In a limited remand, the reviewing court retains its jurisdiction; while in a remand for further proceedings, the reviewing court loses jurisdiction. See Reiter, N.W.2d at 766–67 (distinguishing between a limited remand and remand for further proceedings).

There may be instances where the district court is authorized to make an interlocutory order remanding the case to the agency for further proceedings. See Iowa Code § 17A.19(7); see also W. Side Transp., Inc. v. Fishel, No. 02-0092, 2003 WL 21542498, at *3 (Iowa Ct. App. July 10, 2003). If this is done, “it is

1 Towns also maintains the deputy’s “remand decision is null and void” because the “agency exceeded the limits of the remand order.” But because this issue was not decided by the district court, it is not preserved for review. See Meier v. Senecaut, 641 N.W.2d 532, 537 (Iowa 2002).

incumbent upon the court to note that the remand is of a limited nature and that the court is retaining jurisdiction.” Cont’l Tel. Co. v. Colton, 348 N.W.2d 623, 625 (Iowa 1984). Here, the district court did not indicate the remand was limited, nor did the court indicate it was retaining jurisdiction.

Towns highlights Iowa Code section 17A.19(7), referenced above, which provides in part: Before the date set for hearing a petition for judicial review of agency action in a contested case, application may be made to the court for leave to present evidence in addition to that found in the record of the case. If it is shown to the satisfaction of the court that the additional evidence is material and that there were good reasons for failure to present it in the contested case proceeding before the agency, the court may order that the additional evidence be taken before the agency upon conditions determined by the court.

Our courts have held remanding for further proceedings is sound and in accordance with the underlying reasons for the exhaustion requirement. Bugely v. State, 464 N.W.2d 878, 881 (Iowa 1991). These reasons include “aiding judicial review by allowing the appropriate development of a factual record in an expert forum,” conserving the court’s time due to “the possibility that the relief applied for may be granted at the administrative level,” and allowing the agency below a chance to correct errors which occurred during administrative proceedings. Id. at 881 (cleaned up).

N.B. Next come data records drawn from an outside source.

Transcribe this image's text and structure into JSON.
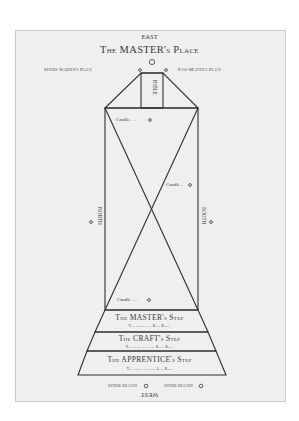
{
  "diagram": {
    "directions": {
      "east": "EAST",
      "west": "WEST",
      "north": "NORTH",
      "south": "SOUTH"
    },
    "master_place": "The MASTER's Place",
    "senior_warden_place": "Senior Warden's Place",
    "past_master_place": "Pass-Master's Place",
    "bible": "BIBLE",
    "candles": [
      "Candle . . .",
      "Candle .",
      "Candle . . ."
    ],
    "steps": [
      {
        "title": "The MASTER's Step",
        "subtitle": "You kneel with Both Knees"
      },
      {
        "title": "The CRAFT's Step",
        "subtitle": "You kneel with the Right Knee"
      },
      {
        "title": "The APPRENTICE's Step",
        "subtitle": "You kneel with the Left Knee"
      }
    ],
    "deacons": {
      "senior": "Senior Deacon",
      "junior": "Junior Deacon"
    },
    "colors": {
      "panel": "#efefef",
      "line": "#2e2e2e",
      "text": "#3a3a3a"
    }
  }
}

We find Towns’s argument that the district court’s prior order was for a limited remand to be unpersuasive. Neither party made application to the court to present additional evidence to the district court before the remand as contemplated in section 17A.19(7). We concur with the district court that its ruling on judicial review in this case “is missing the essential elements of a limited remand.” See,

e.g., Reiter, 327 N.W.2d at 766. The district court explained the remand order as follows: The court held a review on the merits, but found the record was inadequate to effectively determine the merits without further fact finding and analysis by the Commissioner. The court remanded the case to the Commissioner for further findings and analysis, but did not expressly state or otherwise make clear the remand was limited, nor that the court was retaining jurisdiction pending the Commissioner’s taking of additional evidence. . . . . The court found remand was necessary not just because more evidence was needed, but because the Commissioner on one issue applied the law incorrectly, and also failed to properly analyze the evidence already in the record. Importantly, there was nothing in the court’s Judicial Review Ruling indicating it was a limited remand under section 17A.19(7) or that the court was retaining jurisdiction.

On remand, the deputy entered a remand decision that, as here, specified it was the agency’s final agency action. “A timely petition for judicial review from an administrative decision is a jurisdictional prerequisite.” Askvig v. Snap-On Logistics Co., 967 N.W.2d 558, 562 (Iowa 2021); Cooper v. Kirkwood Cmty. Coll., 782 N.W.2d 160, 164 n.1 (Iowa Ct. App. 2010) (stating “a lack of subject matter jurisdiction cannot be waived”). And here, there was a lack of a judicial-review petition from the agency’s final action. Accordingly, we agree that the district court was without jurisdiction to consider Towns’s claims.

AFFIRMED.

Case-law data current through December 31, 2025. Source: CourtListener bulk data.